August 04, 2018

Azure Certification - Preparation - 04/08/2018

Microservices | Azure Service Fabric | Serverless | Containers | Kubernetes | OpenStack

https://www.dynatrace.com/news/blog/azure-services-explained-part-1-azure-service-fabric/ 
To understand the essence of Service Fabric, first we must talk about the evolution from monolithic apps to microservices-based apps.
Before microservices were a thing, most applications were built in a “monolithic” way. In a monolithic architecture, the app’s functionalities are tightly coupled into one service. This approach can (and usually does) mean long downtimes when deploying new features, which results in fewer opportunities to make updates.
Also, there are downsides when it comes to scaling. Because every component scales at the same rate regardless of use, scaling monolithic apps to meet demand is slow and expensive. Availability and reliability are achieved by hardware redundancy, which means additional cost and complexity.
This new computing model is almost everywhere defined as a model which “allows you to build and run applications and services without thinking about servers.” If this definition makes you wonder why this is different from PaaS, you’ve got a point. But there is a difference.
With PaaS, you might write a Node app, check it into Git, deploy it to a Web Site/Application, and then you’ve got an endpoint. You might scale it up (get more CPU/Memory/Disk) or out (have 1, 2, n instances of the Web App), but it’s not seamless. It’s great, but you’re always aware of the servers.
With serverless systems like AWS LambdaAzure Functions, or Google Container Engine, you really only have to upload your code and it’s running seconds later.
While a hypervisor uses the entire device, containers just abstract the operating system kernel. This means, containers don’t require a direct access to the physical hardware. By doing so, they allow for much lower resource consumption and much better cost effectiveness – one of the major differences between containers and VMs.
Kubernetes, aka K8s, is an open-source cluster manager software for deploying, running and managing Docker containers at scale. It lets developers focus on their applications, and not worry about the underlying infrastructure that delivers them. And the beauty of it: Kubernetes can run on a multitude of cloud providers, such as AWS, GCE and Azure, on top of the Apache Mesos framework and even locally on Vagrant (VirtualBox).
  • Tools providing health checks of a Kubernetes cluster’s individual components
  • Tools providing end-to-end checks of a Kubernetes cluster’s functionality
  • Tools providing full monitoring insights into the hosts and applications you deploy with Kubernetes.

August 03, 2018

Azure Certification - Preparation - 03/08/2018

Storage Account Keys (2)










App Types and App Service Plans

 

 

Page Blobs vs Block Blobs
  • Block blobs are for your discrete storage objects like jpg's, log files, etc. that you'd typically view as a file in your local OS. Max. size 200GB 4.77TB. Regular (non-Premium) storage only.
  • Page blobs are for random read/write storage, such as VHD's (in fact, page blobs are what's used for Azure Virtual Machine disks). Max. size 8TB. Supported by both regular and Premium Storage.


» **Task brief**: Read the records and gather each line that includes "groove".

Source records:

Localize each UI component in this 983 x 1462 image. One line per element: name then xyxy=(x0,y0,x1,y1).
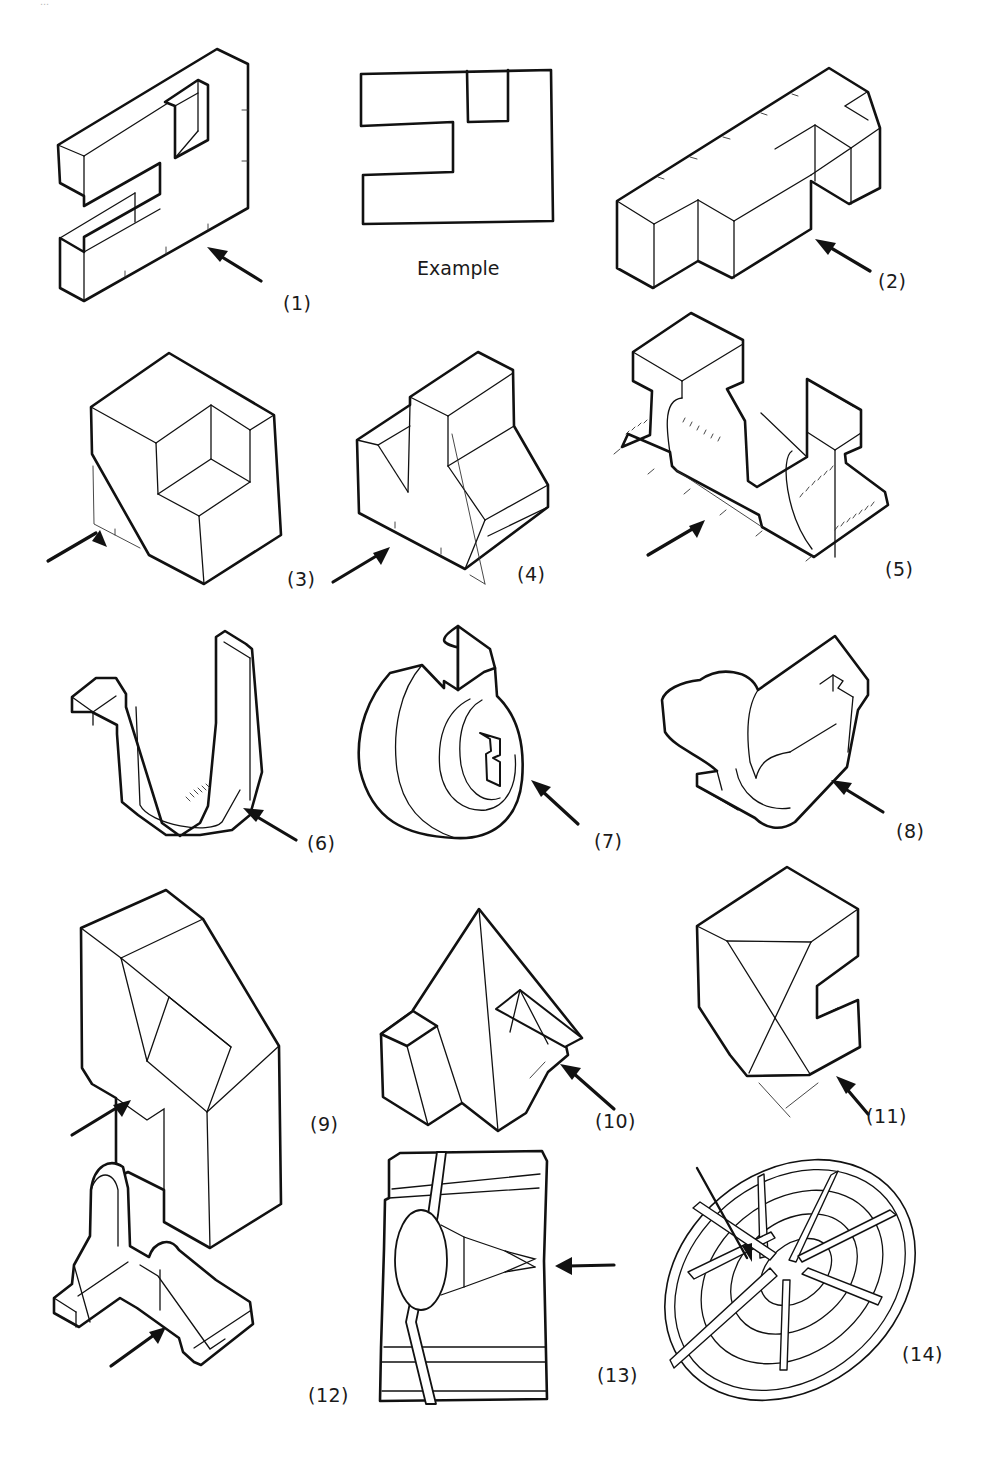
figure-8-drawing xyxy=(662,636,868,828)
figure-label-1: (1) xyxy=(283,292,311,314)
figure-10-drawing xyxy=(381,909,582,1131)
figure-4-direction-arrow xyxy=(333,547,390,582)
figure-5-direction-arrow xyxy=(648,520,705,555)
figure-label-6: (6) xyxy=(307,832,335,854)
figure-11-drawing xyxy=(697,867,860,1117)
figure-14-drawing xyxy=(616,1110,963,1450)
figure-label-11: (11) xyxy=(866,1105,907,1127)
figure-label-9: (9) xyxy=(310,1113,338,1135)
figure-label-4: (4) xyxy=(517,563,545,585)
figure-label-8: (8) xyxy=(896,820,924,842)
figure-label-2: (2) xyxy=(878,270,906,292)
worksheet-drawings xyxy=(0,0,983,1462)
figure-label-7: (7) xyxy=(594,830,622,852)
figure-label-12: (12) xyxy=(308,1384,349,1406)
figure-13-drawing xyxy=(380,1151,547,1404)
figure-13-direction-arrow xyxy=(555,1257,614,1275)
figure-7-drawing xyxy=(359,626,523,838)
figure-5-drawing xyxy=(614,313,888,561)
figure-6-drawing xyxy=(72,631,262,836)
figure-10-direction-arrow xyxy=(560,1064,614,1109)
figure-2-direction-arrow xyxy=(815,239,870,271)
figure-label-14: (14) xyxy=(902,1343,943,1365)
figure-label-5: (5) xyxy=(885,558,913,580)
figure-7-direction-arrow xyxy=(531,780,578,824)
figure-label-13: (13) xyxy=(597,1364,638,1386)
figure-1-drawing xyxy=(58,49,248,301)
figure-11-direction-arrow xyxy=(836,1076,868,1114)
figure-3-drawing xyxy=(91,353,281,584)
example-orthographic-view xyxy=(361,70,553,224)
example-caption: Example xyxy=(417,257,499,279)
figure-label-10: (10) xyxy=(595,1110,636,1132)
figure-3-direction-arrow xyxy=(48,530,107,561)
figure-label-3: (3) xyxy=(287,568,315,590)
figure-12-direction-arrow xyxy=(111,1327,166,1366)
figure-1-direction-arrow xyxy=(207,247,261,281)
figure-8-direction-arrow xyxy=(831,780,883,812)
figure-6-direction-arrow xyxy=(243,808,296,840)
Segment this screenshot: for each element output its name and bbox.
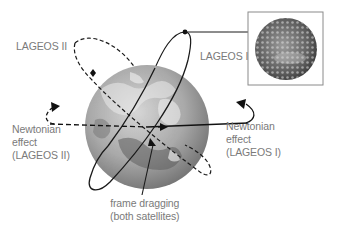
label-frame-dragging: frame dragging (both satellites) bbox=[110, 197, 180, 223]
label-line: (LAGEOS I) bbox=[226, 146, 281, 159]
label-newtonian-effect-lageos-i: Newtonian effect (LAGEOS I) bbox=[226, 120, 281, 159]
orbit-lageos-i-back bbox=[155, 32, 191, 68]
label-line: frame dragging bbox=[110, 197, 180, 210]
orbit-lageos-ii-back bbox=[75, 38, 135, 68]
label-newtonian-effect-lageos-ii: Newtonian effect (LAGEOS II) bbox=[12, 123, 70, 162]
label-lageos-i: LAGEOS I bbox=[200, 50, 248, 63]
label-line: Newtonian bbox=[226, 120, 281, 133]
lageos-ii-satellite-dot bbox=[90, 69, 96, 77]
label-line: (LAGEOS II) bbox=[12, 149, 70, 162]
newtonian-arrow-left bbox=[46, 102, 60, 124]
label-line: (both satellites) bbox=[110, 210, 180, 223]
label-line: effect bbox=[12, 136, 70, 149]
label-line: Newtonian bbox=[12, 123, 70, 136]
label-line: effect bbox=[226, 133, 281, 146]
label-lageos-ii: LAGEOS II bbox=[16, 40, 67, 53]
lageos-satellite-inset bbox=[248, 12, 323, 85]
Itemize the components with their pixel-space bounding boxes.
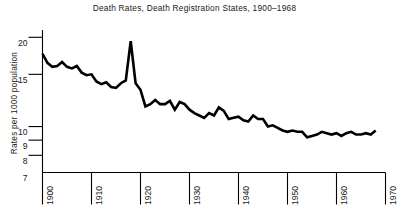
death-rate-line <box>43 41 376 137</box>
axis-lines <box>43 30 386 173</box>
tick-marks <box>29 37 386 204</box>
x-tick-1970: 1970 <box>388 185 398 204</box>
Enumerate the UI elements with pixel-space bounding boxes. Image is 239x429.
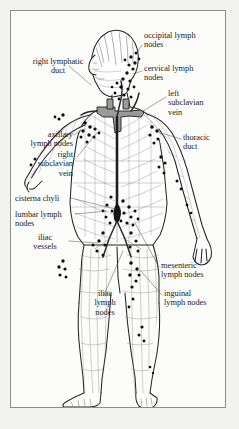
label-lumbar-lymph-nodes: lumbar lymph nodes: [11, 210, 77, 229]
label-mesenteric-lymph-nodes: mesenteric lymph nodes: [161, 261, 204, 280]
label-left-subclavian-vein: left subclavian vein: [168, 89, 203, 117]
label-iliac-vessels: iliac vessels: [23, 233, 67, 252]
label-axillary-lymph-nodes: axillary lymph nodes: [11, 130, 73, 149]
label-thoracic-duct: thoracic duct: [183, 133, 210, 152]
label-iliac-lymph-nodes: iliac lymph nodes: [83, 289, 127, 317]
label-right-lymphatic-duct: right lymphatic duct: [21, 57, 95, 76]
label-occipital-lymph-nodes: occipital lymph nodes: [144, 31, 196, 50]
label-right-subclavian-vein: right subclavian vein: [11, 150, 73, 178]
label-cisterna-chyli: cisterna chyli: [11, 194, 73, 203]
figure-frame: .body-outline{fill:#ffffff;stroke:#24242…: [10, 10, 226, 408]
label-cervical-lymph-nodes: cervical lymph nodes: [144, 64, 193, 83]
label-inguinal-lymph-nodes: inguinal lymph nodes: [164, 289, 207, 308]
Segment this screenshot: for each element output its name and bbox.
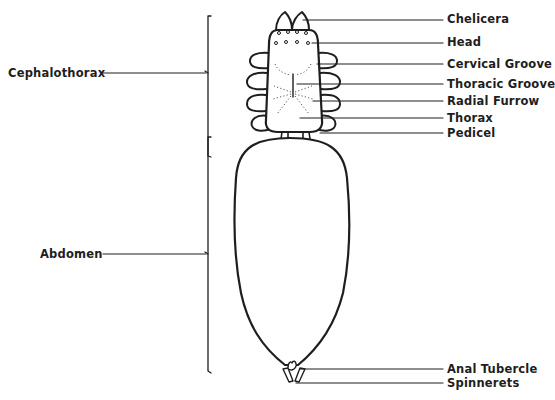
carapace — [266, 30, 322, 132]
label-spinnerets: Spinnerets — [447, 376, 519, 390]
label-pedicel: Pedicel — [447, 126, 495, 140]
label-cephalothorax: Cephalothorax — [8, 66, 105, 80]
abdomen-bracket — [208, 137, 211, 373]
label-anal-tubercle: Anal Tubercle — [447, 362, 537, 376]
abdomen-outline — [234, 138, 349, 365]
label-head: Head — [447, 35, 481, 49]
chelicera-right — [292, 12, 309, 30]
cephalothorax-bracket — [208, 16, 211, 157]
label-cervical-groove: Cervical Groove — [447, 57, 552, 71]
label-thoracic-groove: Thoracic Groove — [447, 77, 555, 91]
label-abdomen: Abdomen — [40, 247, 103, 261]
label-thorax: Thorax — [447, 111, 493, 125]
chelicera-left — [276, 12, 292, 30]
label-radial-furrow: Radial Furrow — [447, 94, 539, 108]
label-chelicera: Chelicera — [447, 12, 509, 26]
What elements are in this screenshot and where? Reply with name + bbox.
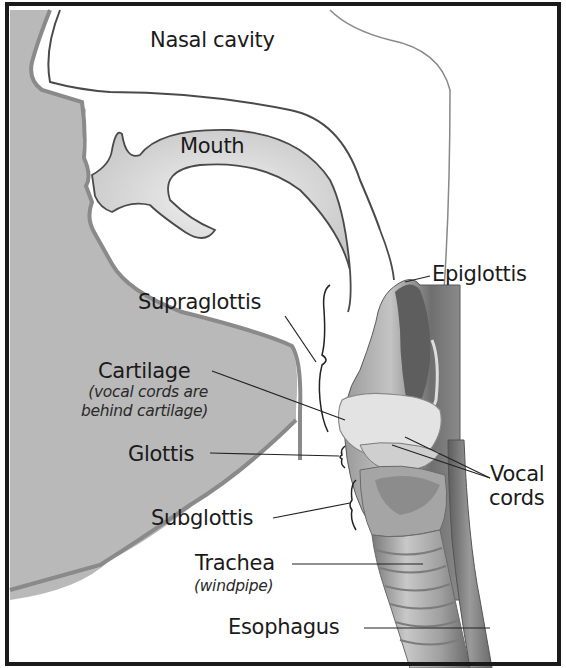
supraglottis-brace bbox=[319, 285, 330, 432]
epiglottis-leader bbox=[405, 276, 430, 282]
label-vocal: Vocal bbox=[490, 464, 544, 485]
glottis-brace bbox=[340, 446, 345, 468]
label-trachea-note: (windpipe) bbox=[194, 579, 273, 595]
label-esophagus: Esophagus bbox=[228, 617, 339, 638]
label-epiglottis: Epiglottis bbox=[432, 264, 527, 285]
label-glottis: Glottis bbox=[128, 444, 194, 465]
label-cartilage-note-2: behind cartilage) bbox=[50, 404, 208, 420]
label-cartilage-note-1: (vocal cords are bbox=[64, 385, 208, 401]
label-cartilage: Cartilage bbox=[98, 361, 191, 382]
subglottis-leader bbox=[273, 503, 350, 518]
anatomy-illustration bbox=[0, 0, 566, 668]
label-subglottis: Subglottis bbox=[151, 508, 253, 529]
label-nasal-cavity: Nasal cavity bbox=[150, 30, 275, 51]
label-mouth: Mouth bbox=[180, 136, 244, 157]
label-cords: cords bbox=[489, 488, 544, 509]
label-supraglottis: Supraglottis bbox=[138, 292, 261, 313]
larynx-diagram: Nasal cavity Mouth Epiglottis Supraglott… bbox=[0, 0, 566, 668]
label-trachea: Trachea bbox=[195, 553, 275, 574]
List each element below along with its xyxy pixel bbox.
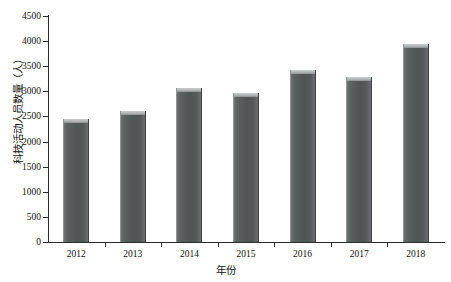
x-axis-tick-label: 2017 [350,249,369,259]
bar-top-highlight [347,77,371,81]
y-axis-tick-label: 500 [27,212,41,222]
y-axis-tick [43,142,48,143]
x-axis-tick-label: 2016 [293,249,312,259]
bar-top-highlight [291,70,315,74]
y-axis-tick-label: 1000 [22,187,41,197]
y-axis-tick [43,41,48,42]
x-axis-tick [387,242,388,247]
x-axis-title: 年份 [0,262,451,277]
bar-top-highlight [177,88,201,92]
x-axis-tick-label: 2018 [406,249,425,259]
y-axis-tick-label: 2500 [22,111,41,121]
x-axis-tick-label: 2014 [180,249,199,259]
y-axis-tick-label: 4500 [22,11,41,21]
bar-top-highlight [121,111,145,115]
bar [176,88,202,242]
y-axis-tick [43,91,48,92]
x-axis-tick-label: 2015 [237,249,256,259]
x-axis-tick-label: 2012 [67,249,86,259]
plot-area: 0500100015002000250030003500400045002012… [48,16,444,242]
bar-top-highlight [64,119,88,123]
y-axis-tick-label: 3500 [22,61,41,71]
y-axis-tick-label: 2000 [22,137,41,147]
x-axis-tick [331,242,332,247]
x-axis-tick-label: 2013 [123,249,142,259]
y-axis-tick [43,217,48,218]
y-axis-tick-label: 0 [36,237,41,247]
y-axis-tick-label: 3000 [22,86,41,96]
bar [346,77,372,242]
bar [63,119,89,242]
bar-top-highlight [234,93,258,97]
y-axis-tick-label: 1500 [22,162,41,172]
y-axis-tick [43,242,48,243]
y-axis-tick [43,16,48,17]
y-axis-tick [43,167,48,168]
x-axis-tick [105,242,106,247]
bar [120,111,146,242]
bar [403,44,429,242]
bar [233,93,259,242]
x-axis-tick [274,242,275,247]
y-axis-tick-label: 4000 [22,36,41,46]
y-axis-tick [43,192,48,193]
x-axis-tick [218,242,219,247]
y-axis-tick [43,116,48,117]
x-axis-tick [161,242,162,247]
bar [290,70,316,242]
bar-top-highlight [404,44,428,48]
bar-chart: 科技活动人员数量（人） 0500100015002000250030003500… [0,0,451,282]
x-axis-line [48,242,445,243]
y-axis-tick [43,66,48,67]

» **Solution to this exercise**:
label-cervical-groove: Cervical Groove — [447, 57, 552, 71]
label-thoracic-groove: Thoracic Groove — [447, 77, 555, 91]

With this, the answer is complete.